DERAILED

D-

Maybe it’s a cunning move on the part of The Weinstein Company to inaugurate its post-Miramax release schedule with such a perfectly awful excuse for a thriller as “Derailed.” After all, from here the new distributor has nowhere to go but up.

There are few things in cinema more depressing than a suspenseless suspenser, which is what screenwriter Stuart Beattie and director Mikael Hafstrom have cobbled together–I was going to say crafted, but that verb hardly applies in this instance–from a novel by James Siegel (“Collateral”). Like “Unfaithful” before it (which was coincidentally also shot, though far more elegantly, by cinematographer Peter Biziou), “Derailed” begins with an act of infidelity that has unhappy consequences. (In today’s political climate, it would seem impossible to portray a marital collapse that actually works out well for people.) In this case, the plot’s set in motion when Chicago ad man Charles Schine (Clive Owen, sporting an American accent that goes on and off) boards a commuter train for work one morning without the cash to pay for his ticket. Luckily–or not–Lucinda Harris (Jennifer Aniston), a fellow passenger, is willing to give him the needed funds. Thus begins an affair though both Schine and Harris are married with children, Schine having not only a schoolteacher wife (Melissa George) but a diabetic daughter (Addison Timlin) on whom he dotes. Still they proceed from dinner to drinks to a session in a low-rent hotel. Unfortunately, the amorous couple is interrupted by a brutal interloper, the thuggish LaRoche (Vincent Cassel), who beats up the man and takes advantage of the woman while her would-be lover lies battered in the corner. To avoid a scandal, Charles is pressured by Lucinda not to go to the cops–a decision that proves very unwise when LaRoche, now aided by a even bigger bruiser called Dexter (Xzibit), begins blackmailing him. Charles tries to outwit his tormentor–at one point even enlisting Winston (RZA), a colleague at the firm who happens to be an ex-con, to help him–but all his efforts manage to do is bring him more pain, degradation and danger, until a big twist that’s supposed to make us all gasp in surprise. Unfortunately, only the most unobservant or drowsy viewer will have missed the signs pointing to the revelation that have been posted along the way–unless he’s a dumb as Charlie Schine. And after this the movie drags on for another half hour or so, piling absurd climax upon absurd climax in a futile attempt to keep the adrenaline pumping. It ends up seeming both ridiculous and repulsive, all at once.

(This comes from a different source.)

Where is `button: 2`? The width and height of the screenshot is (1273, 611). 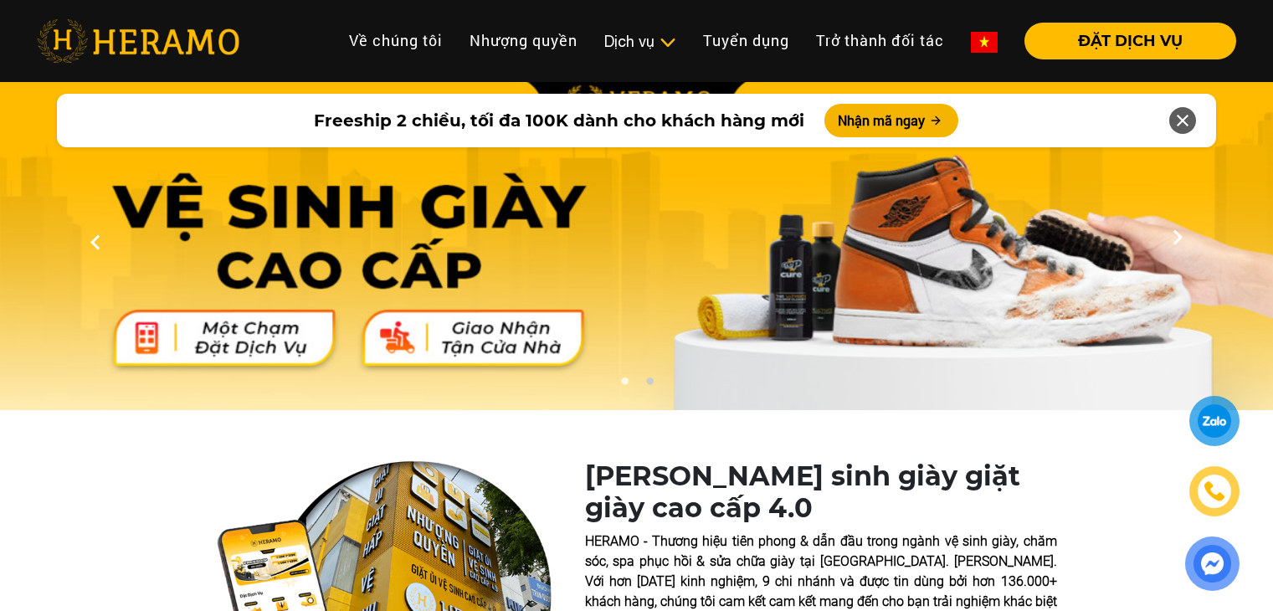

Presumably those behind “Derailed” thought that what they had on their hands was a sort of mix between “Fatal Attraction” and “Wait Until Dark” in which LaRoche’s apparently insatiable lust, not merely for sex but for money and violence, would serve the same function that Alex Forrest’s vengeful rage did in Adrian Lyne’s movie while giving Cassel the opportunity to do a bargain-basement imitation of Alan Arkin’s Harry Roat. But though “Attraction” was undoubtedly a crudely manipulative potboiler, Glenn Close’s ferocity gave it a frisson that’s entirely lacking here; Cassel’s grimaces and sneers–not much more than a riff on the sort of shtick Richard Widmark did to far greater effect in “Kiss of Death”–are more likely to provoke giggles than shudders; and it frankly gets tiresome to watch Owen playing the schmuck and repeatedly getting punched around. As for Aniston, one is more likely to sympathize with her off-screen tribulations than with those her character supposedly faces here. She’s given so little screen time that Lucinda never becomes anything more than a brittle femme fatale; instead we have to watch Charles getting pummeled for the umpteenth time. And it certainly doesn’t help that she and Owen strike absolutely no sparks as two people supposedly entranced with one another, or that their blandness throws the plot’s periodic dependence on much better films–“North by Northwest,” “Psycho,” “Charade,” to name but a few–into sharper relief.

All of which makes for a distinctly unimpressive American debut for Swedish helmer Hafstrom, whose pacing too frequently comes off feeling haggard and does little to conceal the Grand Canyon-sized holes in the screenplay. Technically “Derailed” is okay, but even on this level it lacks a real consistency of tone–a failing the background score, combining Edward Shearmur’s insistent orchestral music with occasional bursts of rap, shares.

The fact that the Weinstein Company realized it had a loser with “Derailed” is demonstrated by the fact that they barred internet critics from early screenings of the movie, allowing them–at least in the Dallas market–to attend only those on the Thursday night before opening. One can understand the fledgling studio’s desire to keep a stinker like this under wraps as long as possible, but they can’t prevent the truth from getting out in time to serve as a warning to potential first-day viewers. This silly, sleazy stiff is a train-wreck of a movie.